Prof. Dr. Andrew BERGER
Andrew Berger, Associate Professor of Optics at the University of Rochester in Rochester, NY, USA, is visiting the Abbe School of Photonics as a Visiting Professor in the Winter term 2013/14. During his stay he will give a series of lectures.
Andrew Berger is an Associate Professor of Optics at the University of Rochester in Rochester, NY, USA, where he has been on the faculty since 2000. He holds physics degrees from Yale (B.S., 1991) and the Massachusetts Institute of Technology (Ph.D., 1998). At the latter, Dr. Berger did his doctoral work in the G.R. Harrison Spectroscopy Laboratory under Michael Feld, developing methods of blood analysis using laser spectroscopy. Prior to coming to the Institute of Optics at Rochester, he spent two years at the Beckman Laser Institute and Medical Center in Irvine, CA, building handheld systems to analyze breast tissue content, thanks to a postdoctoral fellowship from the George E. Hewitt Foundation for Medical Research.
Professor Berger's area of interest is biomedical optics, specifically spectroscopic diagnostic techniques. His group's present research includes transcutaneous Raman spectroscopy of bones, multimodal single-cell microscopy (Raman plus elastic scatter), and near-infrared spectroscopy of hemodynamics in the human brain. Most recently, Prof. Berger has also begun an optics-education research project, interviewing students about mathematical and conceptual understanding of electromagnetic plane waves.
website of Andrew BergerExternal link
Lecture 1: Medical Adventures in the Near-Infrared
Time: December 17, 2013, 14:00
Place: IPHT conference room, Albert-Einstein-Str. 9, 07745 Jena
Light in the near-infrared regime has many desirable properties for biomedical studies: it penetrates unusually deeply into many tissues, it generates much less fluorescence than visible or ultraviolet light, and its wavelength is on the same scale as many cellular organelles. These properties of near-infrared light have been leveraged in my research group (a) to detect activity in human brains, (b) to classify cells based upon organelle size changes, and (c) to detect healthy and diseased mouse bones without removing the overlying skin.
Lecture 2: Turbid Tissue Optics I: Introduction
Time: January 7, 2014, 14:00
Place: IPHT conference room, Albert-Einstein-Str. 9, 07745 Jena
Most of the human body is made of tissues that strongly scatter visible and near-infrared light. Light propagation in such tissues is therefore turbid (chaotic) on the scale of millimeters. Here we will introduce the basic concepts for describing this light propagation, and we will identify clinically-important parameters that can be measured despite-or because of-turbidity.
Lecture 3: Turbid Tissue Optics II: Instrumentation and Measurements
Time: January 14, 2014, 14:00
Place: IPHT conference room, Albert-Einstein-Str. 9, 07745 Jena
Turbid tissues are interrogated using all sorts of optical sources and detectors. The incident light may be steady (continuous-wave), pulsed, or sinusoidally amplitude-modulated. Remitted light may be detected at one location or at many, with various levels of spectral and spatial resolution (including none). We will discuss how to construct various measurement systems and how much tissue information can be extracted using each one.
Lecture 4: Turbid Tissue Optics III: Applications
Time: January 21, 2014, 14:00
Place: IPHT conference room, Albert-Einstein-Str. 9, 07745 Jena
Many clinical and/or research measurements can be made in turbid tissues. In order to study the details of such approaches, we will discuss a particular application: near-infrared absorption spectroscopy of cerebral hemodynamics. Full appreciation of this application combines many concepts in turbid tissue optics and spectroscopy, without involving any sophisticated mathematics. Other applications with similar technology will also be presented.
Lecture 5: A Different View of Turbidity: Elastic Scattering Analysis
Time: January 28, 2014, 14:00
Place: IPHT conference room, Albert-Einstein-Str. 9, 07745 Jena
The optical turbidity of biological tissues is caused by scattering, and in many imaging and spectroscopy applications the goal is to make the scattering "go away". But the angular and spectral properties of light scattering also encode valuable information about structures on the scale of an optical wavelength-which conveniently matches the size of cellular organelles. We will discuss how angularly and spectrally-resolved scattering measurements can provide nanometer-scale sensitivity to size changes in the contents of cells.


How many lines below contain the word "screenshot"? Answer with that number alone.

- [Available records]
-- Opening Marker --

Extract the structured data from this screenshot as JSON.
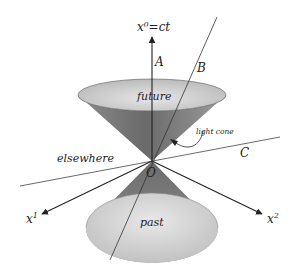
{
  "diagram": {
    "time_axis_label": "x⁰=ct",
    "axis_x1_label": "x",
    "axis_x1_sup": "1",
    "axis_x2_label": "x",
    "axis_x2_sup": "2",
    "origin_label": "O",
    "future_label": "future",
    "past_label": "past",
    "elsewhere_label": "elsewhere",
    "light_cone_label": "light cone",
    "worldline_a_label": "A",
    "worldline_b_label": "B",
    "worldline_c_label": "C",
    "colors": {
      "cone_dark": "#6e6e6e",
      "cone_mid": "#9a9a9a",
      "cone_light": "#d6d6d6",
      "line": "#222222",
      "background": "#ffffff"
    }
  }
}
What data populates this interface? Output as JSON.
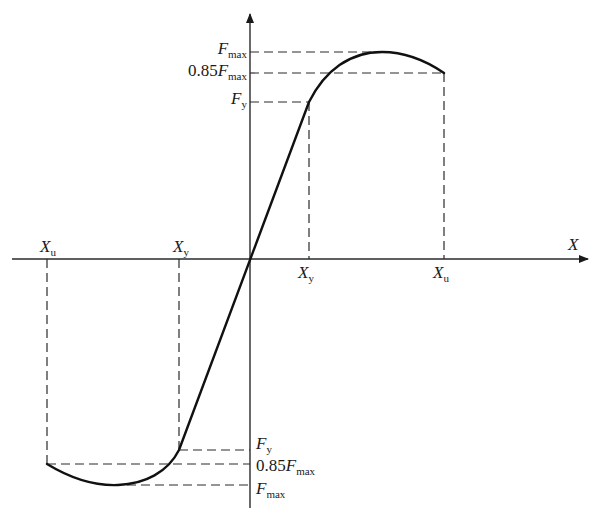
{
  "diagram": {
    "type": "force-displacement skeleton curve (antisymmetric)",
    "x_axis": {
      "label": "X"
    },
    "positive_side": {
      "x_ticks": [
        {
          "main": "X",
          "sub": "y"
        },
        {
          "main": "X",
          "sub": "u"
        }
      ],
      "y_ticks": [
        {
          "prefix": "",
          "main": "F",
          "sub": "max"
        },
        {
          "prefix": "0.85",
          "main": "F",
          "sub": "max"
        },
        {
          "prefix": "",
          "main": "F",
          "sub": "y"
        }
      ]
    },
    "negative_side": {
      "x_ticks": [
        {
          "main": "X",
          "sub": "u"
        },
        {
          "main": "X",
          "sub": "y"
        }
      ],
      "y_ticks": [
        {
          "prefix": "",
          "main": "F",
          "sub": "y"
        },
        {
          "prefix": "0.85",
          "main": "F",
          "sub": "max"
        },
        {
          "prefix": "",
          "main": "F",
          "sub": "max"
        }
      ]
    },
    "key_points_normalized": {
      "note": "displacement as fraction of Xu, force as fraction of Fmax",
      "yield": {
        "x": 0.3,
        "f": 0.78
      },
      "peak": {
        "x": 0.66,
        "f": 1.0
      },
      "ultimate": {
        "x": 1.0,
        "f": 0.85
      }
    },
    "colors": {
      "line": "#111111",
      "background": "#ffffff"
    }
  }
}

-- Closing Marker --
-- Opening Marker --

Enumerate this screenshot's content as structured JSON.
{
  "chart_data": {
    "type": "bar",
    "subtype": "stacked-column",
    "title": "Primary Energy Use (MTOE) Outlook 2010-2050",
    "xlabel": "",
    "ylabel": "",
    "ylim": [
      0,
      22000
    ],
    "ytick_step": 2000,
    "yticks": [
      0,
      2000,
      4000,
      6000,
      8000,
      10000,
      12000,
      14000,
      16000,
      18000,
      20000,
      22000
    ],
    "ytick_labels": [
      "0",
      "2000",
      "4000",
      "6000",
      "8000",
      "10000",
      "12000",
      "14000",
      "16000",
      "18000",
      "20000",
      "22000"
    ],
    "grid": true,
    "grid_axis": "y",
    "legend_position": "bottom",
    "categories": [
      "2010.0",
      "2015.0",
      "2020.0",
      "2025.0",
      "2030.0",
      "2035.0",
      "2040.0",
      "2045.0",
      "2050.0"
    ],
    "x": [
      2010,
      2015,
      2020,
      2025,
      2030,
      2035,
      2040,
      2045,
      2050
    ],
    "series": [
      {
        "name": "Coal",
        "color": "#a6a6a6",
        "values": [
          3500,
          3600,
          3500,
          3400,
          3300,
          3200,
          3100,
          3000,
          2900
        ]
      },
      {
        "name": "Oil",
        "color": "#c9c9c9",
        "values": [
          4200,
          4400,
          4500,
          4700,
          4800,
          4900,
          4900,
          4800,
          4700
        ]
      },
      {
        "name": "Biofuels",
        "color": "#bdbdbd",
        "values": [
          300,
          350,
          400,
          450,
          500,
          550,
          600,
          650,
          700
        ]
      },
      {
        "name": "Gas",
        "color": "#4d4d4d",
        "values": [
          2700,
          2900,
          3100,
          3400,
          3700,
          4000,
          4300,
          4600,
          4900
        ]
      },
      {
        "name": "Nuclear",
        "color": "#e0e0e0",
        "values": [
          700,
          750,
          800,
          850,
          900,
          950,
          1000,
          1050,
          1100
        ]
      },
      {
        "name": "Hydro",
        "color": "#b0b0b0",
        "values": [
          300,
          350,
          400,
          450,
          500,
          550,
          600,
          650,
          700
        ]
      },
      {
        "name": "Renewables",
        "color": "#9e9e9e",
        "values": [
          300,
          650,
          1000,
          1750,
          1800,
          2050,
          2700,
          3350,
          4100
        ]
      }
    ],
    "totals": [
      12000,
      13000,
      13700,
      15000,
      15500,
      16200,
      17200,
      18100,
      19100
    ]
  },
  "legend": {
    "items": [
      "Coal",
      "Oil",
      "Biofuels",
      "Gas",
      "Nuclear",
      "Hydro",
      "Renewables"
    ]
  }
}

-- Closing Marker --

- [Exercise output]
2